Death’s nose was more of a flap in the fat of Death’s fat face.

Death’s mouth was a dark hole in his head where Death liked to shove in food through.

Death tried to stand up.

He took hold of his gut and tried to push up.

But he could not get his dead self up.

So us boys, we each of us gave Death a hand up.

Death took hold of us by our boy hands and Death stood up.

Death thanked us for this.

Then Death tried to eat us.

We let go of Death’s hands and we ran.

We ran out through the front hole in Death’s house and then we ran back to and through the woods.

Just once we both of us stopped and we both of us looked back.

It looked to us like Death was stuck in the hole that was the door to Death’s house.

Death raised up his right hand.

You boys come back real soon, you hear, Death called out. Us boys, we did not say that we would not. We both knew that we would. So what if Death tried to eat us?

He’d have to catch us first.

Death would have to come to our house in the woods at night for him to eat us up.

Death, it looked like to us, was a cork stuck in the door that was a hole in the front of Death’s own house of death.

VII. DEAD DOG SITS

When Death tried to eat us, Dead Dog did not get up like us and run.

Dead Dog stayed right where he was.

Dead Dog sat where he sat when Death told us all to sit.

So we get it in us to get back up and go and run back to go back to Death’s house.

To get us Dead Dog back.

When we get to Death’s house, Dead Dog sits up when he sees us.

Dead Dog, we see, is not a dog that is dead.

Dead Dog is not a dog that Death ate up.

We feared this in our heads that this was what Death would do to Dead Dog when Dead Dog did not like us get up and run.

I’m so glad to see that you boys came back is what Death says to us when he sees that we are back.

Give us back our dog, we say.

Take him, Death tells us.

Death says, This dog’s a free to go dog.

Come, Dead Dog, we say.

We say, It’s time to go back home.

But Dead Dog does not come when we call him.

Dead Dog sits right where he is next to Death.

When Dead Dog sits and does not get up to go, the fat on Death’s face flips and rolls with what us boys know is a smile.

Would you boys care to join me for lunch?

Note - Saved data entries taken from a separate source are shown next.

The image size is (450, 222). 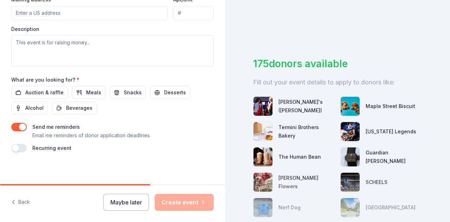 I want to click on label: Send me reminders, so click(x=56, y=127).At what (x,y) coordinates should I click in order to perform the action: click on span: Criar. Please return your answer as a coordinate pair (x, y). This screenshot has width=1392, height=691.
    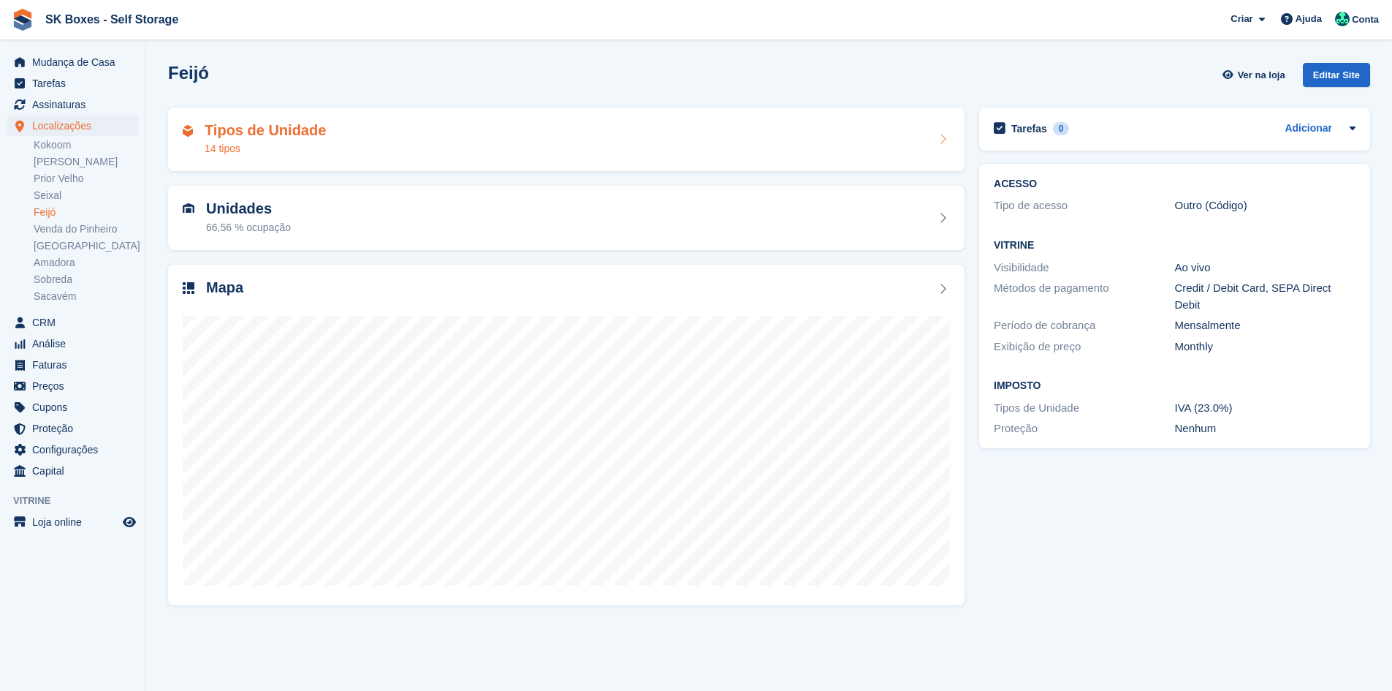
    Looking at the image, I should click on (1242, 19).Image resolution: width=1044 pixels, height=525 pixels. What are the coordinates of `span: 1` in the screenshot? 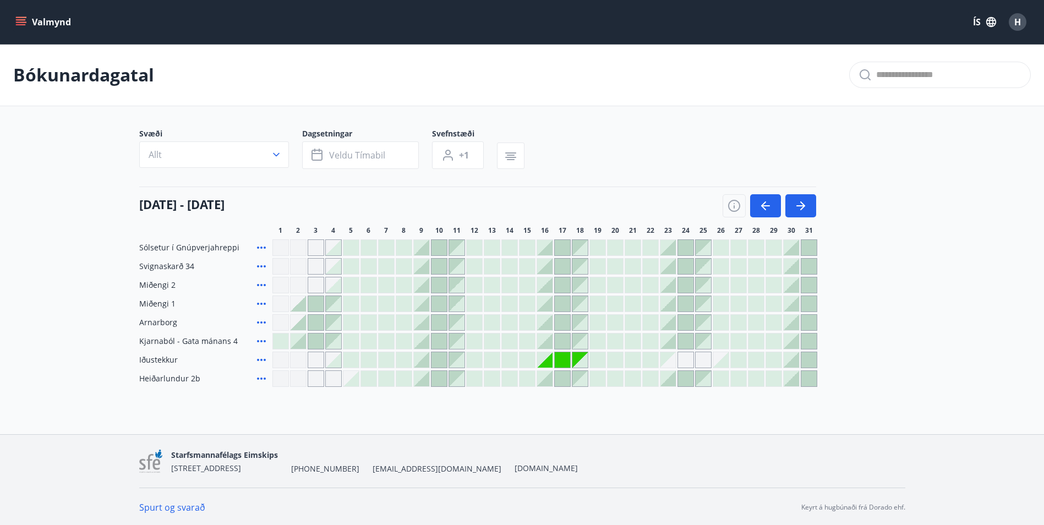 It's located at (280, 230).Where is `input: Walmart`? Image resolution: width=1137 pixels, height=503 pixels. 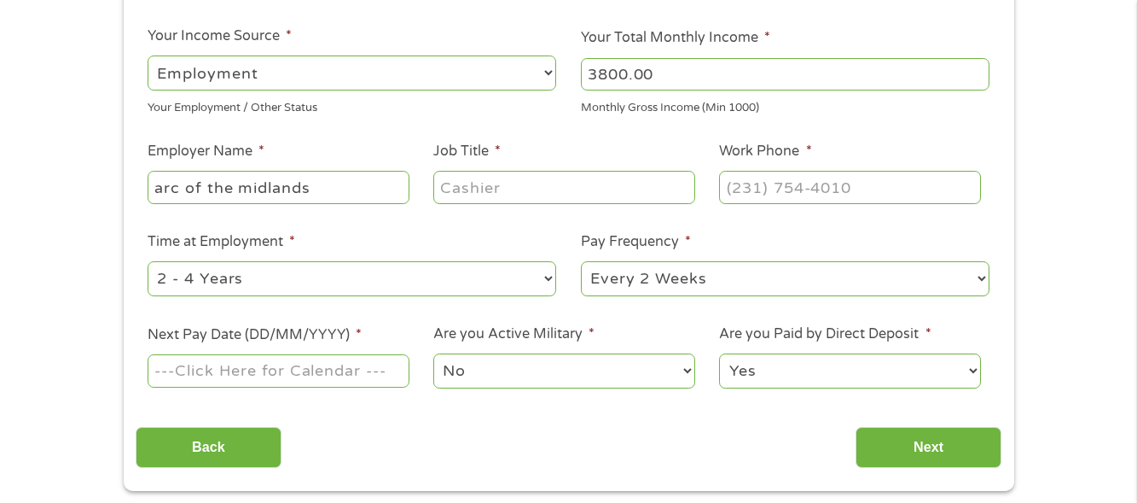 input: Walmart is located at coordinates (278, 187).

Death asks us.

We ate, we say, though this is not true.

I can hear what is in us, what is in our own guts, what is not in there, it growls when Death says the word lunch.

It’s been three days since us boys have put food in our mouths that is not made of bone or dirt.

There is a smell here in Death’s house that smells like feet.

We look at Death’s face.

We watch him lick his lips.

It’s your loss, Death says.

Death says to us, It’s your choice.

If you change your minds, Death tells us.

We take hold of Dead Dog by the scruff of fur on the back of Dead Dog’s neck.

We give Dead Dog a pull for the hole that is the door to Death’s house.

Dead Dog turns his head and takes a snap at the hand that he knows that this hand, it is not the hand that feeds him.